In Reply to: I was assuming the $7 tickets were on the re-sale market posted by TJJ on September 12, 2025 at 15:48:08
And that $7 represents a major devaluation from what the original purchaser paid, the equivalent of a fire sale stock dump. Nobody is buying tickets from the Central Ticket Office, at this point it appears that there are more season ticket holders desperately trying to dump their stock than there are people with any interest in going to the game. So the difference between a $7 ticket sold or unsold on the secondary market and an unsold $25 ticket from Central Ticketing in terms of revenue generated for UCLA is zero.
And to your other point, agree that as UCLA no longer has a viable football product to sell, and have been making mockery of the fan experience for years, they might as well go all in on the strategy and turn it into a circus that people are a least willing to pay for. Though it does beg the question of why even do anything at all? I have an 18 year dog who is still kind of here, but is an absolute shell of his former self. The acceptance of the present day to day experience is tied much more to nostalgia of past experiences, and if not for those, there would be a lot less patience and interest in putting up with the realities of caring for a him at this state in his life. Us long time alumni and Bruin supporters have been carrying the torch of interest, engagement, and support for the football program (albeit dwindling of late) through decades of futility now. I am a third generation alumni who was raised on tales of the glory days UCLA athletics, while also getting to experience firsthand the successes in the 70s, 80s, 90s, attending FB games at the Coliseum and Rose Bowl, BB, VB and Gymnastics at Pauley, and T&F at Coliseum and RB. Can you imagine attending UCLA now and feeling any calling whatsoever to support the football team, to put in the time and effort required to get to games when you have absolutely no memory of UCLA football being anything better than relatively mediocre to absolutely terrible, and the game day experience being embarrassingly bad? My own 14 year old daughter, while a fan of UCLA gymnastics (she is a gymnast), has come to recognize my allegiance to UCLA Football as a something akin to a painful burden that her father is struggling to let go of. I love my dog, but at some point relatively soon if he doesn't do it on his own, I'm going to have to make the decision to put him down.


Instructions for the task - Apart from the images, every record here needs to be copied exactly.

====

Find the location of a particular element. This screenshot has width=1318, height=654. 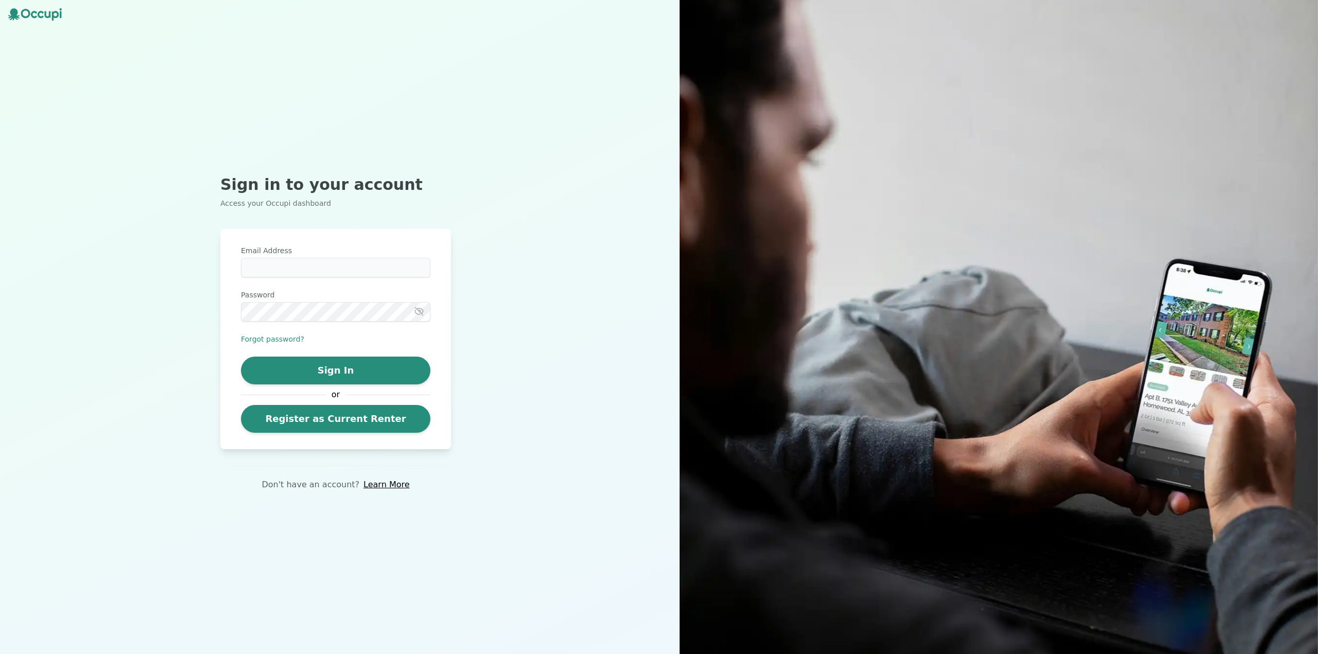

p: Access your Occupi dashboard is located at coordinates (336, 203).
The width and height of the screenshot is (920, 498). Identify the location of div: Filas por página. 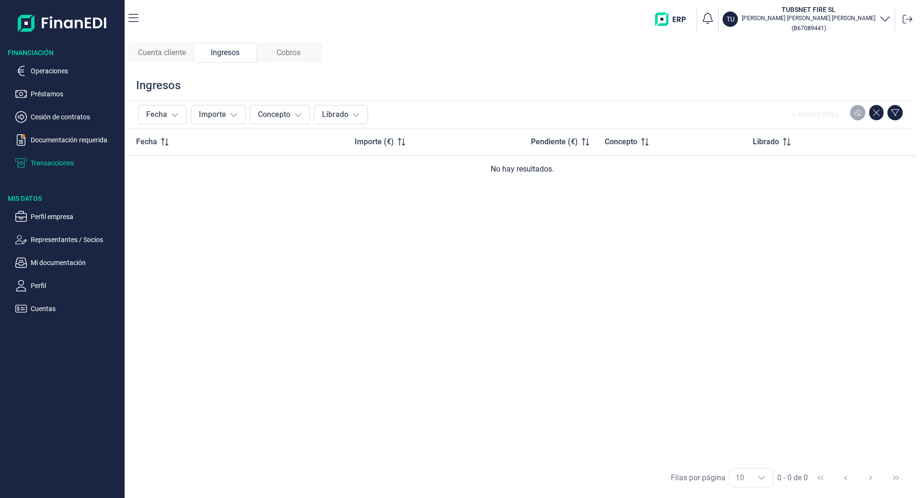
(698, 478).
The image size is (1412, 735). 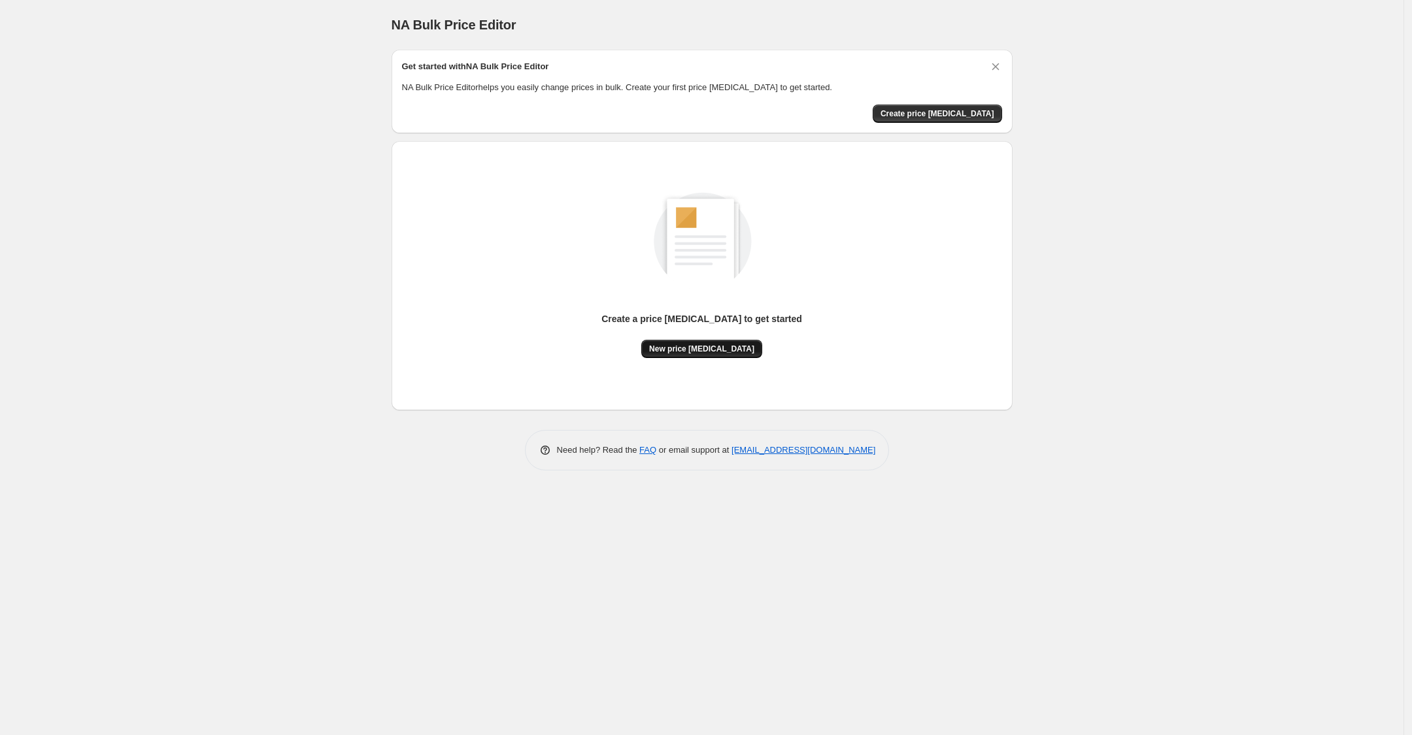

====

Answer to this exercise -
Find the location of a particular element. This screenshot has width=1318, height=654. 

p: Access your Occupi dashboard is located at coordinates (336, 203).
The width and height of the screenshot is (920, 498). Identify the location of div: Filas por página. 
(698, 478).
The image size is (1412, 735). 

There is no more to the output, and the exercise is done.